A debilitating drought along China’s Yangtze river has affected more than 34 million people, leaving farmers and livestock without water and parching a major grain belt, the government said yesterday.
More than 4.23 million people are having difficulty finding adequate drinking supplies, while more than five million are in need of assistance to overcome the drought, the Chinese Civil Affairs Ministry said in a statement.
“The special characteristics of this drought disaster is that it has persisted a long time,” the ministry said. “Secondly, the losses to the agricultural and breeding industries have been severe ... while drinking water for people and livestock have been seriously impacted.”
Rainfall levels from January to last month in the drainage basin of the Yangtze, China’s longest and most economically important river, have been up to 60 percent lower than average levels of the past 50 years, it said.
“Large areas of farmland have been severely parched and cracking, making it impossible for early rice to take root,” the ministry said.
The agricultural impact is likely to further alarm officials already trying to tame high prices, including grain prices that have been rising steadily on global markets in recent months.
Water levels in lakes and reservoirs mostly in the provinces of Jiangsu, Anhui, Jiangxi, Hubei and Hunan are close to historic lows, decimating fish farms, state press reports said.
The national flood and drought control authority has ordered the Three Gorges Dam, the world’s largest hydroelectric project, to increase its discharge of water to alleviate the regions downstream, the China Daily said.
“If the drought continues and there is no rainfall before June 10, the dam will lose the capacity to relieve the drought,” the paper quoted Wang Hai (王海), an official with the corporation that oversees the dam, as saying.
According to the state meteorological station, no rains are predicted in the region until June 2.
Already the Three Gorges Dam has had to cut back on electrical production because of the drought, while shipping along the river below the dam has been hampered because of the low water levels, media reports said.
The State Grid, China’s state-owned power distributor, -reportedly said this week that 10 of its provincial-level power grids were suffering severe shortages because of the drought’s impact on hydroelectric generation, including Shanghai and the heavily populated Chongqing region.
China could face a summer electricity shortage of 30 gigawatts — the most severe power shortfall since 2004, the company said.
China’s north has been suffering from a lack of rain for nearly 15 years — largely attributed to global warming — while the south, especially the Yangtze river basin, has been prone to flooding during the annual summer rainy season.
Just last summer, sustained torrential rainfall across the region caused widespread flooding and landslides leading to the deaths of more than 3,000 people, state press reported.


| Problem description |
Omitting all images, output the entries that follow exactly as written.

| Data tied to figure images |
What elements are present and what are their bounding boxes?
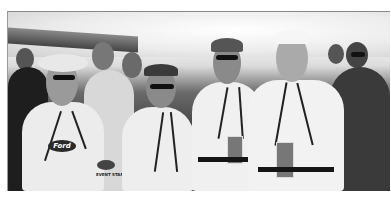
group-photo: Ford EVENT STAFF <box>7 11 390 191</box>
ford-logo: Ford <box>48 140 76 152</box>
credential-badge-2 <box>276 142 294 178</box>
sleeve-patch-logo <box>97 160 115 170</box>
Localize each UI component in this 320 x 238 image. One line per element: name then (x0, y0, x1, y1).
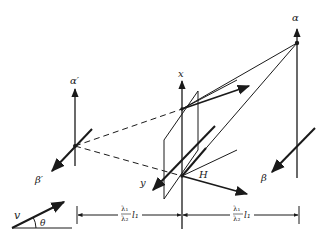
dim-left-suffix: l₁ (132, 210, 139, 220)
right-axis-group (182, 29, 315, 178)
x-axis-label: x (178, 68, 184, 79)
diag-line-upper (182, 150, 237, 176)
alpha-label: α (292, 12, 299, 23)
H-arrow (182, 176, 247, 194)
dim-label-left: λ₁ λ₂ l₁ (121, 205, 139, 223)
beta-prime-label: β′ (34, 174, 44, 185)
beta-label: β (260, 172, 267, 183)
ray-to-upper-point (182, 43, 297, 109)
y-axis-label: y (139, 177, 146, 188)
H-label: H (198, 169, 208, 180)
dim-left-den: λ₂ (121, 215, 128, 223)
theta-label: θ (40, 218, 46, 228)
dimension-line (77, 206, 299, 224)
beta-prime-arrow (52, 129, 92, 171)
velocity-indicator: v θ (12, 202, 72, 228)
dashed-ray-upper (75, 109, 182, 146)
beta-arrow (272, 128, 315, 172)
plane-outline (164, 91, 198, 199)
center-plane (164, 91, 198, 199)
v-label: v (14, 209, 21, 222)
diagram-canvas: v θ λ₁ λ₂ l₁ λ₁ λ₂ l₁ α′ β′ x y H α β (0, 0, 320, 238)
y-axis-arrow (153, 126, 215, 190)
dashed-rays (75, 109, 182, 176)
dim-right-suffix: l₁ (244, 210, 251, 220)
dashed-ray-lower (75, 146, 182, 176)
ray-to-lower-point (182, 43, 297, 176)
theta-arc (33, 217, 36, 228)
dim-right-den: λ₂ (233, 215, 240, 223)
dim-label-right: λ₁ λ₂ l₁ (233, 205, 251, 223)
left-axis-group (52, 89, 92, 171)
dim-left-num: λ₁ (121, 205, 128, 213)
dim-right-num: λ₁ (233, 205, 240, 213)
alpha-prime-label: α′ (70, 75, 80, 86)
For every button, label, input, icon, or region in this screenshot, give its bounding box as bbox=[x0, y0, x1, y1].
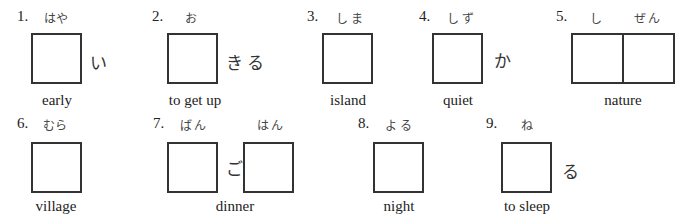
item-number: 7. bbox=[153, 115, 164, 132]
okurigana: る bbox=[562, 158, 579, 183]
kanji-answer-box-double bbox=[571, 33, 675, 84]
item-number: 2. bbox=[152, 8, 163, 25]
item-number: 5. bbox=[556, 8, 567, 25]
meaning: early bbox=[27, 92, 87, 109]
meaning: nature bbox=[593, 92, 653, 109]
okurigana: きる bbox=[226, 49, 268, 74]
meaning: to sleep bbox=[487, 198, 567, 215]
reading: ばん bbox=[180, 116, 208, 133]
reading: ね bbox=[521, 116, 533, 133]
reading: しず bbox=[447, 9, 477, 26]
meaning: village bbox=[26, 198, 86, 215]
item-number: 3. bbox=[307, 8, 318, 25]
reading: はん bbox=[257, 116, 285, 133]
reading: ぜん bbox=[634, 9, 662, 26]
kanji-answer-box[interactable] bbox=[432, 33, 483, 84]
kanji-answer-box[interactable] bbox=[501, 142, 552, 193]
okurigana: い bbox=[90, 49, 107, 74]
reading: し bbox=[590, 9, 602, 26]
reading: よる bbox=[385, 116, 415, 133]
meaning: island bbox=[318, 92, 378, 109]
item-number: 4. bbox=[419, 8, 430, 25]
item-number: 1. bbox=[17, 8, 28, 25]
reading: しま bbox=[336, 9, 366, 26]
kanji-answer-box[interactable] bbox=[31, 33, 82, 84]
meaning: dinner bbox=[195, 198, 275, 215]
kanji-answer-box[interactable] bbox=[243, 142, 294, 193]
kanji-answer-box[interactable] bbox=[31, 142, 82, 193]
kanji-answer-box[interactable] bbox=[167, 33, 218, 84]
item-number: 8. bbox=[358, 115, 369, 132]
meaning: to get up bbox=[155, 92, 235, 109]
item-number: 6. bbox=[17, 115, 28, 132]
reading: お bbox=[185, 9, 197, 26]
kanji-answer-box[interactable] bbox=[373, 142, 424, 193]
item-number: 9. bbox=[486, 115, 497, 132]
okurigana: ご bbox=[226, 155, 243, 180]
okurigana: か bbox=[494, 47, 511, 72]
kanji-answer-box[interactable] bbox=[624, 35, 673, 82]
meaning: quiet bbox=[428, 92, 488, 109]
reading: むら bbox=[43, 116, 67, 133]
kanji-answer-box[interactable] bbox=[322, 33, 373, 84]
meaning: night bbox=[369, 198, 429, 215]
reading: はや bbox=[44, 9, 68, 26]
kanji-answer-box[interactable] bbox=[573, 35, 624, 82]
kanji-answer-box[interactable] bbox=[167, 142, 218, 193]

| Answer to the problem |
What elements are present and what are their bounding boxes?
group-photo: Ford EVENT STAFF <box>7 11 390 191</box>
ford-logo: Ford <box>48 140 76 152</box>
credential-badge-2 <box>276 142 294 178</box>
sleeve-patch-logo <box>97 160 115 170</box>
Localize each UI component in this 320 x 238 image. One line per element: name then (x0, y0, x1, y1).
dim-left-suffix: l₁ (132, 210, 139, 220)
right-axis-group (182, 29, 315, 178)
x-axis-label: x (178, 68, 184, 79)
diag-line-upper (182, 150, 237, 176)
alpha-label: α (292, 12, 299, 23)
H-arrow (182, 176, 247, 194)
dim-label-left: λ₁ λ₂ l₁ (121, 205, 139, 223)
beta-prime-label: β′ (34, 174, 44, 185)
beta-label: β (260, 172, 267, 183)
ray-to-upper-point (182, 43, 297, 109)
y-axis-label: y (139, 177, 146, 188)
H-label: H (198, 169, 208, 180)
dim-left-den: λ₂ (121, 215, 128, 223)
theta-label: θ (40, 218, 46, 228)
dimension-line (77, 206, 299, 224)
beta-prime-arrow (52, 129, 92, 171)
velocity-indicator: v θ (12, 202, 72, 228)
dashed-ray-upper (75, 109, 182, 146)
beta-arrow (272, 128, 315, 172)
plane-outline (164, 91, 198, 199)
center-plane (164, 91, 198, 199)
v-label: v (14, 209, 21, 222)
diagram-canvas: v θ λ₁ λ₂ l₁ λ₁ λ₂ l₁ α′ β′ x y H α β (0, 0, 320, 238)
y-axis-arrow (153, 126, 215, 190)
dashed-rays (75, 109, 182, 176)
dim-right-suffix: l₁ (244, 210, 251, 220)
dashed-ray-lower (75, 146, 182, 176)
ray-to-lower-point (182, 43, 297, 176)
theta-arc (33, 217, 36, 228)
dim-right-den: λ₂ (233, 215, 240, 223)
dim-label-right: λ₁ λ₂ l₁ (233, 205, 251, 223)
left-axis-group (52, 89, 92, 171)
dim-left-num: λ₁ (121, 205, 128, 213)
dim-right-num: λ₁ (233, 205, 240, 213)
alpha-prime-label: α′ (70, 75, 80, 86)
For every button, label, input, icon, or region in this screenshot, give its bounding box as bbox=[x0, y0, x1, y1].
item-number: 7. bbox=[153, 115, 164, 132]
okurigana: る bbox=[562, 158, 579, 183]
kanji-answer-box-double bbox=[571, 33, 675, 84]
item-number: 2. bbox=[152, 8, 163, 25]
item-number: 5. bbox=[556, 8, 567, 25]
meaning: early bbox=[27, 92, 87, 109]
meaning: nature bbox=[593, 92, 653, 109]
okurigana: きる bbox=[226, 49, 268, 74]
meaning: to sleep bbox=[487, 198, 567, 215]
reading: ばん bbox=[180, 116, 208, 133]
reading: ね bbox=[521, 116, 533, 133]
reading: しず bbox=[447, 9, 477, 26]
meaning: village bbox=[26, 198, 86, 215]
item-number: 3. bbox=[307, 8, 318, 25]
reading: はん bbox=[257, 116, 285, 133]
reading: ぜん bbox=[634, 9, 662, 26]
kanji-answer-box[interactable] bbox=[432, 33, 483, 84]
kanji-answer-box[interactable] bbox=[501, 142, 552, 193]
okurigana: い bbox=[90, 49, 107, 74]
reading: し bbox=[590, 9, 602, 26]
reading: よる bbox=[385, 116, 415, 133]
meaning: island bbox=[318, 92, 378, 109]
item-number: 4. bbox=[419, 8, 430, 25]
item-number: 1. bbox=[17, 8, 28, 25]
reading: しま bbox=[336, 9, 366, 26]
kanji-answer-box[interactable] bbox=[31, 33, 82, 84]
meaning: dinner bbox=[195, 198, 275, 215]
kanji-answer-box[interactable] bbox=[243, 142, 294, 193]
kanji-answer-box[interactable] bbox=[31, 142, 82, 193]
kanji-answer-box[interactable] bbox=[167, 33, 218, 84]
item-number: 8. bbox=[358, 115, 369, 132]
meaning: to get up bbox=[155, 92, 235, 109]
item-number: 6. bbox=[17, 115, 28, 132]
reading: お bbox=[185, 9, 197, 26]
kanji-answer-box[interactable] bbox=[373, 142, 424, 193]
item-number: 9. bbox=[486, 115, 497, 132]
okurigana: ご bbox=[226, 155, 243, 180]
okurigana: か bbox=[494, 47, 511, 72]
kanji-answer-box[interactable] bbox=[624, 35, 673, 82]
meaning: quiet bbox=[428, 92, 488, 109]
reading: むら bbox=[43, 116, 67, 133]
kanji-answer-box[interactable] bbox=[322, 33, 373, 84]
meaning: night bbox=[369, 198, 429, 215]
reading: はや bbox=[44, 9, 68, 26]
kanji-answer-box[interactable] bbox=[573, 35, 624, 82]
kanji-answer-box[interactable] bbox=[167, 142, 218, 193]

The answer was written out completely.